Wednesday, July 27, 2011

The Lily Lake

“The Lily Lake” by Howard Pyle (1891)

Howard Pyle isn’t known for his landscapes, but he did quite a few over the years, mostly to illustrate his own travel articles. Shown here is a strong, simple example from “Among the Sand Hills” in Harper’s New Monthly Magazine for September 1892. The engraving is unsigned, but is the work of either E. H. Del’Orme or Felix Levin - and in this case it’s a little hard to see where the engraver ends and Pyle begins.

Pyle painted “The Lily Lake” in 1891, while summering in Rehoboth, Delaware. The original is lost, but, judging from two of the four known originals from this article (and Pyle’s hints in his letters), it’s full color oil on canvas and perhaps 24 to 36 inches high; much larger than most of his non-pen-and-ink work of that time, which tended to be smallish black and whites on board.

Whether Pyle painted it - or at least started it - en plein air is in question. Although he set up a portable easel and umbrella now and then (there’s even a self-portrait of him doing just that), he knew the limitations of painting outdoors: after one attempt he wrote, “The glare of the light outside is so great that it is impossible to tell exactly what you are doing.... I had my work all everyhow, and it looked like chalk when I got it into the subdued light of the studio.” There’s also a chance that he worked from photographs. But he did consider it to be “as faithful a transcript as I could make of nature.”

The location - in the dunes, pines, and ponds around Cape Henlopen - was only a hike or wagon ride away from his house on the beach. Here’s how Pyle - that “mystic naturalist” or “naturalist mystic” - described the scene:
Back of the Capes lie not only the strange white lifeless hills and valleys, and the dark skirt of pine woods with its circling shadows, hot and dry and still, but dense jungles and tangled wildernesses; and hidden gloomy swamps of stagnant water inhabited by strange wild creatures; and here and there lonely little lakes of fresh water, blooming, in the midst of all the grotesque dark surroundings, with fields of white lilies.

There is one such little lake that lies in the very clutch of the fatal sand - a round bowl of warm crystal, a perfect garden of lilies that fairly burdens the hot air with the fragrance of its sweetness. There is a bushy dingle here and a leafy tangle there, where birds nestle and sing. Tall slender bulrushes and cat-tails flick and flirt in the light wind at the edge of each little bank. A rank wet woodland leans over the water at one side, and all is cool and fresh and pleasant.

But around it circle the hot livid arms. As the sand creeps forward inch by inch, those arms close slowly but surely, strangling the lake, smothering out the teeming water life, burying the lilies, drinking up the clear warm water.

The little lake is certainly doomed by a visible and inexorable fate. But meantime it smiles in the warm sunlight; it holds an image of heaven in its bosom (and an image of death as well); its lilies bloom, the birds sing on its banks, its life teems, and its waters refresh all things near. The simile fixed in sand and water seems very pat and apt. Who is there cannot read it?

But all similes have an obverse and a reverse. To this there is a reverse also.

On the smooth face of the sand, all round the margins of the lake, are everywhere strange tracks and marks and foot-prints left by a grotesque and ugly life that has passed over it. Everywhere, crossing and recrossing in a net-work of sinuous lines, are paths where serpents and vipers, great and small, have come and gone. Everywhere dotting the sand are awkward squab footprints of frogs and toads, marks scraped by the bellies of lizards, rough misshapen tracks of mud-terrapins. Everywhere blended and commingled with these marks of reptile life are stamped the pigeon-toed footprints some big and clumsy, some little and sharp - left by awkward water-birds of all sorts and kinds that prey upon that other misshapen reptile life. For here and there a ragged scuffling mark upon the sand shows where some grotesque tragedy has happened. Perhaps all the squalor of that reptile life is even now wriggling under the smooth surface of the lake that shows upon its face only white stars of water-lilies and a mimic image of heaven.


• [EXERCISE OBJECTIVE] Below are records with pictures in them; print them exactly, omitting the pictures.

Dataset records
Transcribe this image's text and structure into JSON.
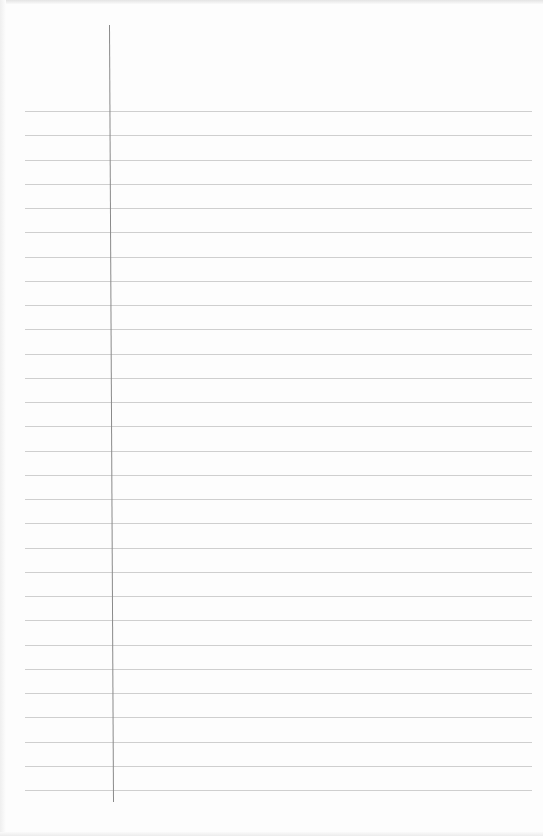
{
  "page": {
    "type": "blank lined paper",
    "background_color": "#fdfdfd",
    "rule_color": "#cfcfcf",
    "margin_color": "#8a8a8a",
    "rules": {
      "count": 29,
      "first_y": 111,
      "spacing": 24.25,
      "x_start": 25,
      "x_end": 532
    },
    "margin_line": {
      "x_top": 109,
      "x_bottom": 113,
      "y_start": 25,
      "y_end": 802
    }
  }
}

• [EXERCISE RESULT]
Transcribe this image's text and structure into JSON.
{
  "page": {
    "type": "blank lined paper",
    "background_color": "#fdfdfd",
    "rule_color": "#cfcfcf",
    "margin_color": "#8a8a8a",
    "rules": {
      "count": 29,
      "first_y": 111,
      "spacing": 24.25,
      "x_start": 25,
      "x_end": 532
    },
    "margin_line": {
      "x_top": 109,
      "x_bottom": 113,
      "y_start": 25,
      "y_end": 802
    }
  }
}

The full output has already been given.